Tuesday, August 27, 2013

WILTIMS #23: On the shoulders of giants

Yesterday, one of our professors told an interesting anecdote during his lecture on the liver. His story started in ancient Greece - in the time of Hippocrates, the father of medicine. At the time it was believed that all body fluids were some combination of the four humors: sanguine (blood), choleric (plasma), melancholic* (clotted blood) and phlegmatic (mysterious off-white substance). Now before you dismiss this as crazy pseudo-science from 500 BC, you must understand the basis for the idea.

Note the illustration of stratified
blood serum at the top right
Physicians of the Hippocratic school would take a blood sample from their likely aristocratic patient and allow it to sit and settle. When it had, they noticed four layers (the four humors). Makes sense so far... However, when they looked at a healthy person's blood, they only saw 3 layers. The enigmatic phlegmatic humor was only present in people with fevers, certain illnesses and in pregnant women.

This is actually amazingly good science. The bloodletting they prescribed for this was less than brilliant, but given that we wouldn't discover the identity of the phlegmatic humor for over 2000 years, I'm willing to let it go.

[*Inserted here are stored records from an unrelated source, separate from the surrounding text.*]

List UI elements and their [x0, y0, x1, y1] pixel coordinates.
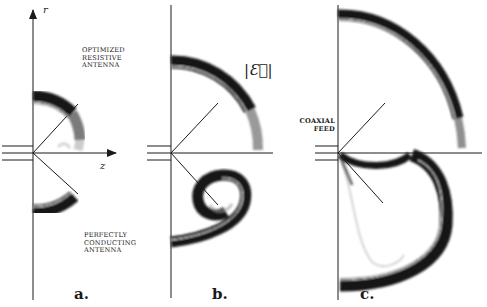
field-ring-upper — [33, 97, 80, 150]
panel-c-tag: c. — [360, 286, 374, 303]
field-spiral-lower-b — [171, 175, 246, 242]
panel-a-tag: a. — [74, 286, 89, 303]
antenna-upper-arm-b — [171, 103, 218, 153]
coaxial-feed-label: COAXIAL FEED — [297, 118, 335, 133]
r-axis-label: r — [43, 4, 48, 16]
panel-b-tag: b. — [212, 286, 228, 303]
panel-c — [315, 5, 482, 300]
coax-feed-lines — [2, 146, 33, 160]
antenna-upper-arm-c — [338, 103, 385, 153]
panel-b — [147, 5, 273, 298]
coax-feed-lines-c — [315, 146, 338, 160]
antenna-lower-arm — [33, 153, 78, 194]
field-ring-lower-c — [340, 155, 446, 285]
z-axis-label: z — [100, 160, 105, 172]
field-ring-lower — [33, 193, 74, 211]
perfectly-conducting-label: PERFECTLY CONDUCTING ANTENNA — [84, 232, 136, 255]
coax-feed-lines-b — [147, 146, 171, 160]
antenna-field-diagram — [0, 0, 487, 307]
label-line: ANTENNA — [82, 62, 125, 70]
label-line: FEED — [297, 126, 335, 134]
field-ring-upper-c — [338, 15, 462, 148]
label-line: ANTENNA — [84, 247, 136, 255]
field-magnitude-label: |Ɛ⃗| — [244, 62, 272, 79]
optimized-resistive-label: OPTIMIZED RESISTIVE ANTENNA — [82, 47, 125, 70]
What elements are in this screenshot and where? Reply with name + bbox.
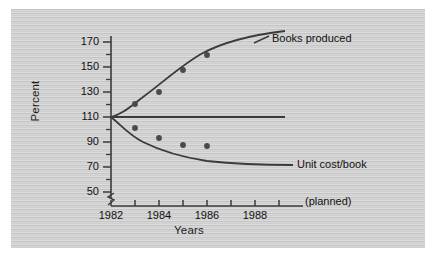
- y-tick-label-90: 90: [63, 135, 99, 147]
- y-tick-label-170: 170: [63, 35, 99, 47]
- y-tick-label-130: 130: [63, 85, 99, 97]
- x-tick-label-1984: 1984: [139, 209, 179, 221]
- y-axis-major-ticks: [103, 42, 111, 192]
- y-tick-label-70: 70: [63, 160, 99, 172]
- x-axis-ticks: [111, 200, 279, 206]
- y-tick-label-150: 150: [63, 60, 99, 72]
- chart-figure: Percent Years Books produced Unit cost/b…: [11, 9, 425, 248]
- leader-line-books-produced: [254, 36, 269, 43]
- x-tick-label-1988: 1988: [235, 209, 275, 221]
- series-markers-unit-cost-book: [132, 125, 210, 149]
- series-markers-books-produced: [132, 52, 210, 107]
- y-tick-label-110: 110: [63, 110, 99, 122]
- x-tick-label-1986: 1986: [187, 209, 227, 221]
- x-tick-label-1982: 1982: [91, 209, 131, 221]
- series-line-unit-cost-book: [111, 117, 293, 165]
- y-tick-label-50: 50: [63, 185, 99, 197]
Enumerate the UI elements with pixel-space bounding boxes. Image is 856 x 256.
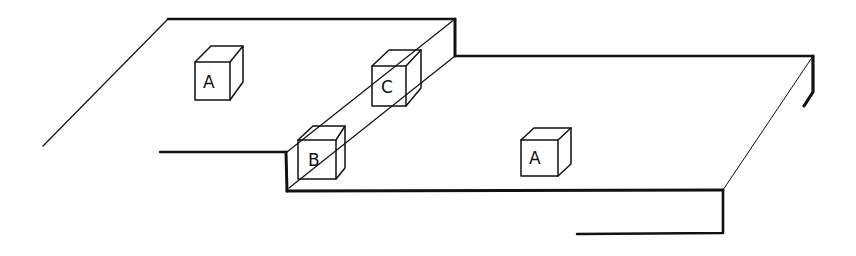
upper-plate (43, 19, 455, 152)
step-plates-diagram: A C B A (0, 0, 856, 256)
cube-a-upper-label: A (203, 72, 215, 92)
cube-c (372, 50, 421, 106)
lower-plate (287, 56, 813, 234)
cube-b (298, 126, 345, 179)
cube-b-label: B (308, 150, 320, 170)
cube-c-label: C (381, 77, 393, 97)
cube-a-lower-label: A (529, 148, 541, 168)
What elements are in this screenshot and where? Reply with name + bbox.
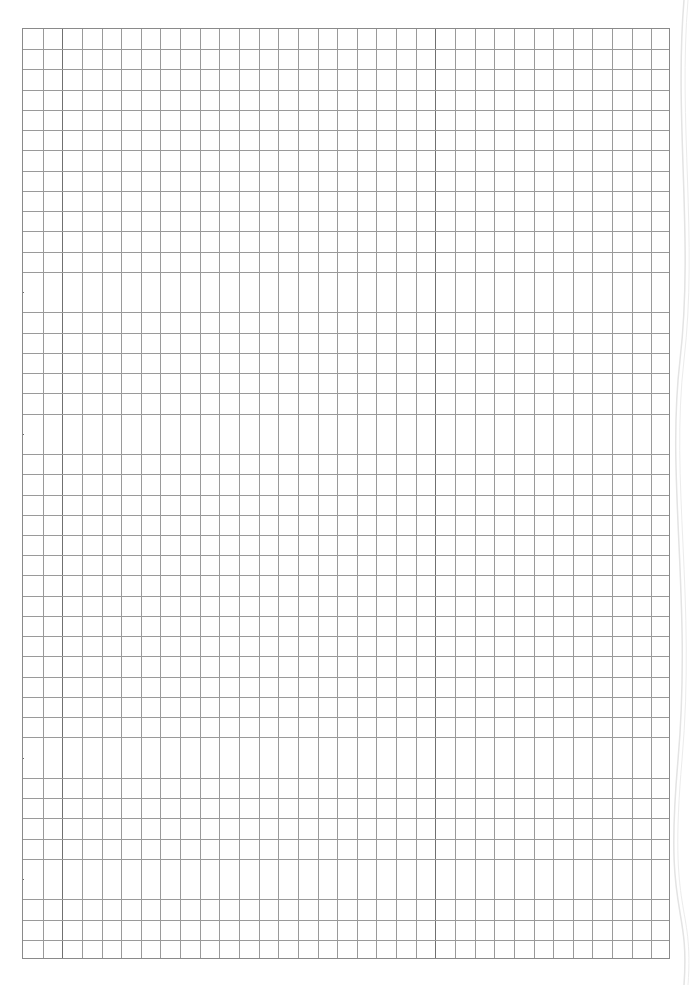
grid-line-horizontal [23, 272, 669, 273]
grid-line-horizontal [23, 920, 669, 921]
grid-line-horizontal [23, 555, 669, 556]
grid-line-horizontal [23, 110, 669, 111]
grid-line-horizontal [23, 758, 24, 759]
grid-line-horizontal [23, 697, 669, 698]
grid-line-horizontal [23, 292, 24, 293]
grid-line-horizontal [23, 778, 669, 779]
torn-page-edge [670, 0, 698, 985]
grid-line-horizontal [23, 717, 669, 718]
grid-line-horizontal [23, 575, 669, 576]
grid-line-horizontal [23, 150, 669, 151]
grid-line-horizontal [23, 69, 669, 70]
grid-line-horizontal [23, 596, 669, 597]
grid-line-horizontal [23, 737, 669, 738]
grid-line-horizontal [23, 231, 669, 232]
graph-paper-grid [22, 28, 670, 959]
grid-line-horizontal [23, 677, 669, 678]
grid-line-horizontal [23, 495, 669, 496]
grid-line-horizontal [23, 312, 669, 313]
grid-line-horizontal [23, 899, 669, 900]
grid-line-horizontal [23, 191, 669, 192]
grid-line-horizontal [23, 636, 669, 637]
grid-line-horizontal [23, 535, 669, 536]
grid-line-horizontal [23, 171, 669, 172]
grid-line-horizontal [23, 818, 669, 819]
grid-line-horizontal [23, 252, 669, 253]
grid-line-horizontal [23, 515, 669, 516]
grid-line-horizontal [23, 859, 669, 860]
grid-line-horizontal [23, 879, 24, 880]
grid-line-horizontal [23, 616, 669, 617]
grid-line-horizontal [23, 798, 669, 799]
grid-line-horizontal [23, 393, 669, 394]
grid-line-horizontal [23, 940, 669, 941]
grid-line-horizontal [23, 130, 669, 131]
grid-line-horizontal [23, 373, 669, 374]
grid-line-horizontal [23, 474, 669, 475]
grid-line-horizontal [23, 454, 669, 455]
grid-line-horizontal [23, 839, 669, 840]
grid-line-horizontal [23, 90, 669, 91]
grid-line-horizontal [23, 414, 669, 415]
grid-line-horizontal [23, 333, 669, 334]
grid-line-horizontal [23, 211, 669, 212]
grid-line-horizontal [23, 353, 669, 354]
grid-line-horizontal [23, 49, 669, 50]
grid-line-horizontal [23, 656, 669, 657]
grid-line-horizontal [23, 434, 24, 435]
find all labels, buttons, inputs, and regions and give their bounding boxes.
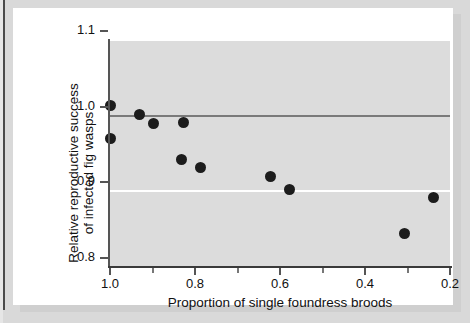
y-tick-mark (100, 30, 108, 32)
data-point (178, 117, 189, 128)
figure-root: Relative reproductive success of infecte… (0, 0, 470, 323)
x-tick-mark (449, 268, 451, 275)
card-shadow-right (453, 14, 461, 312)
y-tick-label-group: 1.11.00.90.8 (13, 8, 98, 308)
x-axis-title: Proportion of single foundress broods (110, 295, 450, 310)
x-tick-label: 1.0 (101, 276, 119, 291)
y-tick-label: 0.8 (77, 249, 95, 264)
x-tick-label: 0.2 (441, 276, 459, 291)
x-tick-minor (152, 268, 154, 273)
gridline-y (110, 39, 450, 41)
data-point (265, 171, 276, 182)
x-tick-mark (364, 268, 366, 275)
y-tick-label: 1.0 (77, 98, 95, 113)
data-point (105, 133, 116, 144)
reference-line (110, 115, 450, 117)
data-point (134, 109, 145, 120)
y-axis-line (108, 39, 110, 268)
x-tick-mark (279, 268, 281, 275)
data-point (399, 228, 410, 239)
x-tick-minor (322, 268, 324, 273)
x-tick-minor (237, 268, 239, 273)
x-tick-minor (407, 268, 409, 273)
y-tick-mark (100, 181, 108, 183)
data-point (176, 154, 187, 165)
figure-card: Relative reproductive success of infecte… (13, 8, 453, 305)
x-tick-mark (194, 268, 196, 275)
plot-area (110, 39, 450, 266)
gridline-y (110, 190, 450, 192)
y-tick-mark (100, 257, 108, 259)
data-point (148, 118, 159, 129)
data-point (195, 162, 206, 173)
page-edge-rule (3, 0, 5, 310)
y-tick-mark (100, 106, 108, 108)
data-point (428, 192, 439, 203)
y-tick-label: 0.9 (77, 173, 95, 188)
x-tick-mark (109, 268, 111, 275)
x-tick-label: 0.6 (271, 276, 289, 291)
x-tick-label: 0.8 (186, 276, 204, 291)
y-tick-label: 1.1 (77, 22, 95, 37)
x-tick-label: 0.4 (356, 276, 374, 291)
data-point (284, 184, 295, 195)
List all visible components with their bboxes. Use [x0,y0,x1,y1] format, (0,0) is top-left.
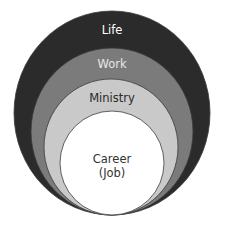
nested-circles-diagram: Life Work Ministry Career (Job) [0,0,225,229]
career-sublabel: (Job) [99,166,126,180]
career-label: Career [93,152,132,166]
ministry-label: Ministry [89,91,135,105]
life-label: Life [102,23,123,37]
work-label: Work [97,57,126,71]
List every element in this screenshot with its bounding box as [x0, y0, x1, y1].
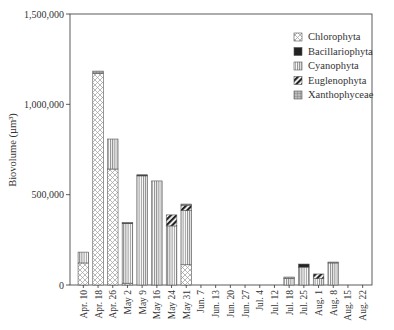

It turns out the whitish substance is actually fibrinogen clotting factors produced by the body's inflammatory response. Even today, we test for this quality in blood. It's called an estimated sedimentation rate (ESR) test and it was actually the principle indicator of my recovery from lymphoma (and it's the nerve wracking number I wait for at every checkup).

How does all this relate to the liver? The fibrinogen protein is actually made in the liver after stimulation by interleukin-6. Why did my professor tell us this lengthy story? In the 1980s, he was the co-discoverer of IL-6.

TIL: Very little, especially of interest. Let's go with: Amacrine cells are the only nerves that have no axon and they are only found in the retina.